June 13, 2011

On boredom, suicide, and commencement speeches

by

The most talked about novel of the year so far has certainly been David Foster Wallace‘s The Pale King, an unfinished attempt to address the face the philosophical, existential, and day-to-day dilemma of boredom. Wallace’s hypothesis, as described in a note attached to the manuscript, was that “Bliss — a second-by-­second joy and gratitude at the gift of being alive, conscious — lies on the other side of crushing, crushing boredom. Pay close attention to the most tedious thing you can find (Tax Returns, Televised Golf) and, in waves, a boredom like you’ve never known will wash over you and just about kill you. Ride these out, and it’s like stepping from black and white into color. Like water after days in the desert. Instant bliss in every atom.”  A similar notion is at play in Lee Rourke‘s The Canal, another novel that addresses both the frustrations and possibilities of the ubiquitous human state. As Rourke said in this 2010 Bookslut interview:

Boredom is the great opener of possibilities, the maddening gateway into the gaping void: the state of being where things, including ourselves, can be observed in minute detail. The trouble is, boredom forces most of us to do the opposite, it forces us to deny this gaping void and fill our time doing things in order to keep nothingness at bay.

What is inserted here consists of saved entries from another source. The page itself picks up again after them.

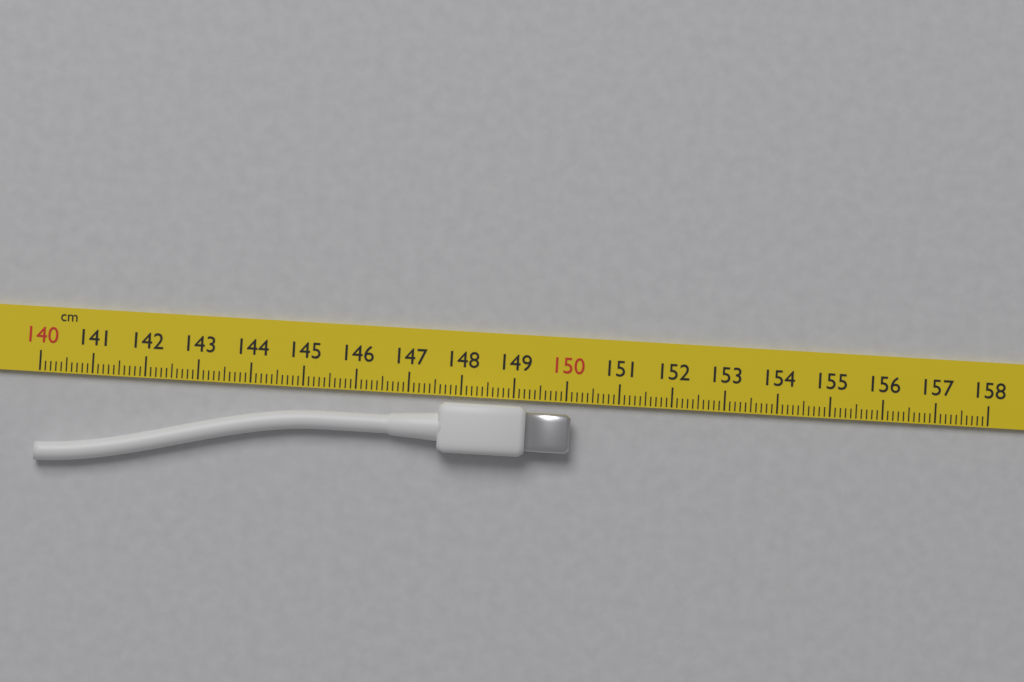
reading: 150.1 cm
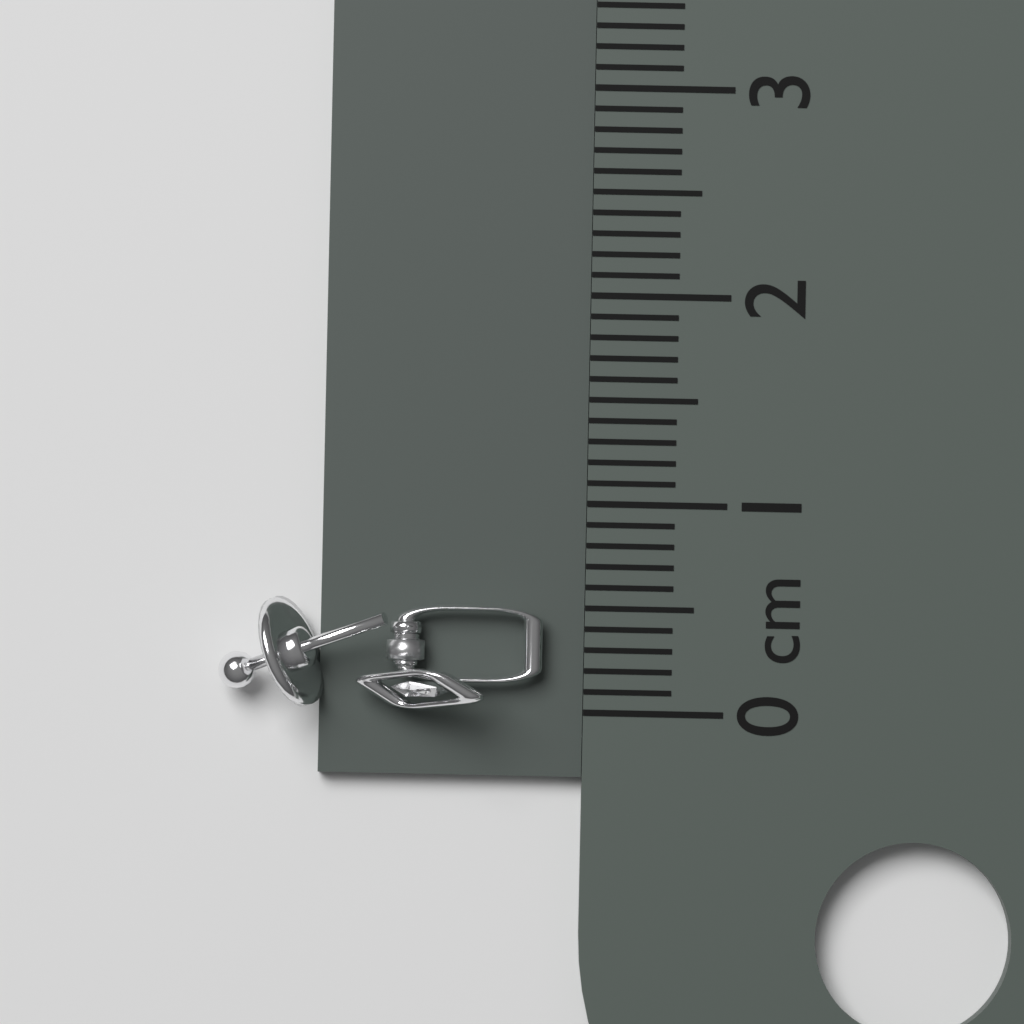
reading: 0.5 cm
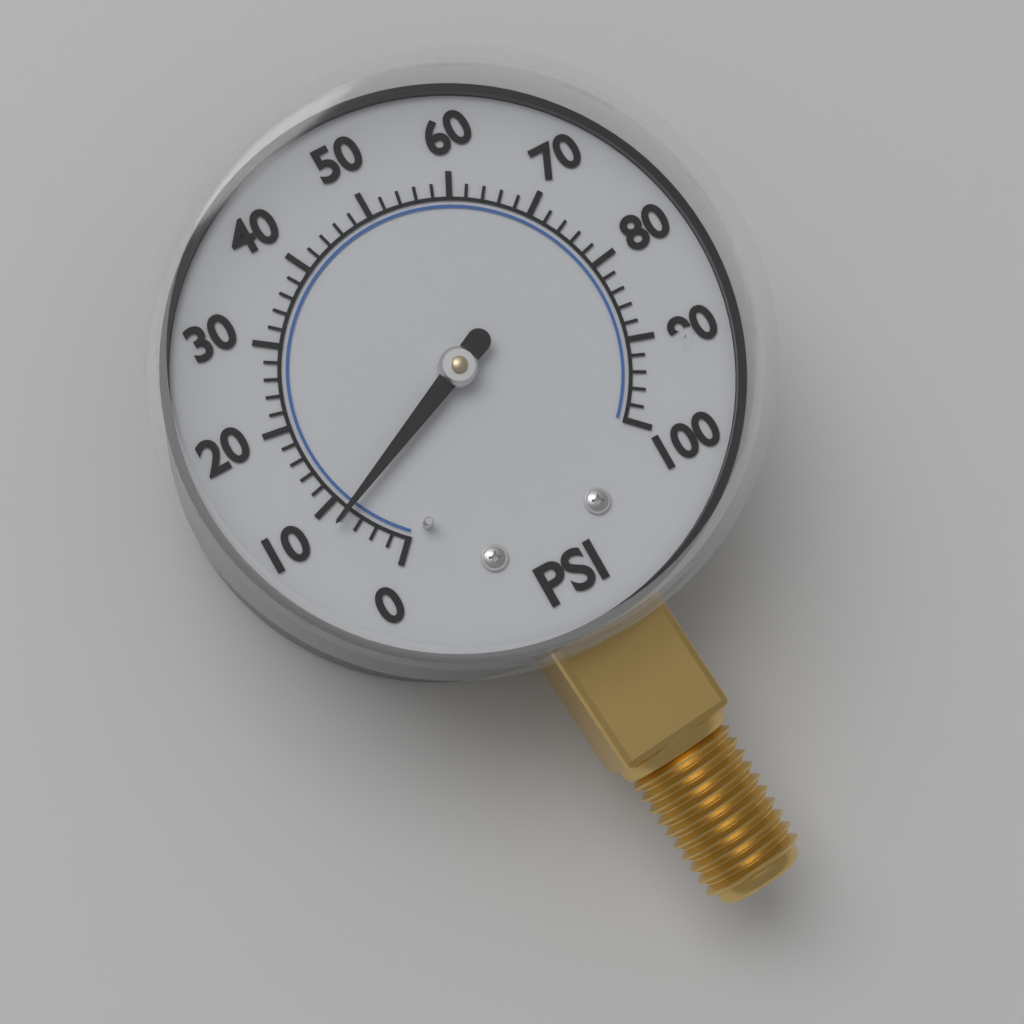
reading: 8 psi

At Commentary, Joseph Epstein considers boredom and two new books on the subject Boredom, A Lively History by Peter Toohey and A Philosophy of Boredom by Lars Svendsen. “Noteworthy,” Epstein writes, “that men living, respectively, in western Canada and Norway should be attracted to the subject of boredom; obviously their geography and occupations as academics qualify them eminently for the subject.” Whereas Svendsen believes that boredom is a great predominantly-modern problem to be overcome, Toohey, like Rourke and Wallace, sees the philosophical potential of boredom, believing that existential “boredom intensifies self-perception.” Furthermore, Toohey insists that boredom and depression are not the same: ”Suicide has no clear relationship with boredom.” Though it makes sense to draw a distinction between despair and apathy, it does seem evident that the two go hand-in-hand. Exhibit A: the suicide note left behind by the actor George Sanders.

Dear World, I am leaving because I am bored. I feel I have lived long enough. I am leaving you with your worries in this sweet cesspool. Good luck.

Exhibit B might be Mr. Wallace who, though obviously chemically depressed, perceived this depression in terms of boredom. In the commencement speech he gave at Kenyon College in 2005, he warned the graduates about the coming onslaught of boredom:

The plain fact is that you graduating seniors do not yet have any clue what “day in, day out” really means. There happen to be whole large parts of adult American life that nobody talks about in commencement speeches. One such part involves boredom, routine, and petty frustration. The parents and older folks here will know all too well what I’m talking about….It is not the least bit coincidental that adults who commit suicide with firearms almost always shoot themselves in the head. And the truth is that most of these suicides are actually dead long before they pull the trigger. And I submit that this is what the real, no-bull- value of your liberal-arts education is supposed to be about: How to keep from going through your comfortable, prosperous, respectable adult life dead, unconscious, a slave to your head and to your natural default-setting of being uniquely, completely, imperially alone, day in and day out….It is unimaginably hard to do this, to stay conscious and alive, day in and day out.

Epstein, in his Commentary article, concludes by recounting a very similar hold-no-punches commencement speech given by the poet Joseph Brodsky in 1989:.

Brodsky told the 1,100 Dartmouth graduates that, although they may have had some splendid samples of boredom supplied by their teachers, these would be as nothing compared with what awaits them in the years ahead. Neither originality nor inventiveness on their part will suffice to defeat the endless repetition that life will serve up to them, as it has served up to us all. Evading boredom, he pointed out, is a full-time job, entailing endless change—of jobs, geography, wives and lovers, interests—and in the end a self-defeating one. Brodksy therefore advises: “When hit by boredom, go for it. Let yourself be crushed by it; submerge, hit bottom.”

There’s a Zen-appeal to Wallaces and Brodsky’s philosophies. Boredom is inevitable. Life is unquestionably boring. The desire to escape boredom lets only to endless craving and insatiable desire. One must learn to accept it and embrace it. One must not run away from it, but pass through it, and emerge on the other side with a higher consciousness and greater passion. We want boredom and other sufferings to be instructive experiences. We want melancholy to lead to sensitivity, and suffering to lead to understanding. We want badness, in all its forms, to be part of the greater good. But when you consider the people who have succumbed to boredom over the years (Sanders, Wallace, etc.) there is certainly something to be said for a straightforward definition of boredom. A boredom that is not beneficial at all, but merely the name for those times when nothing seems worth your while, and you haven’t a worthwhile thought in your head.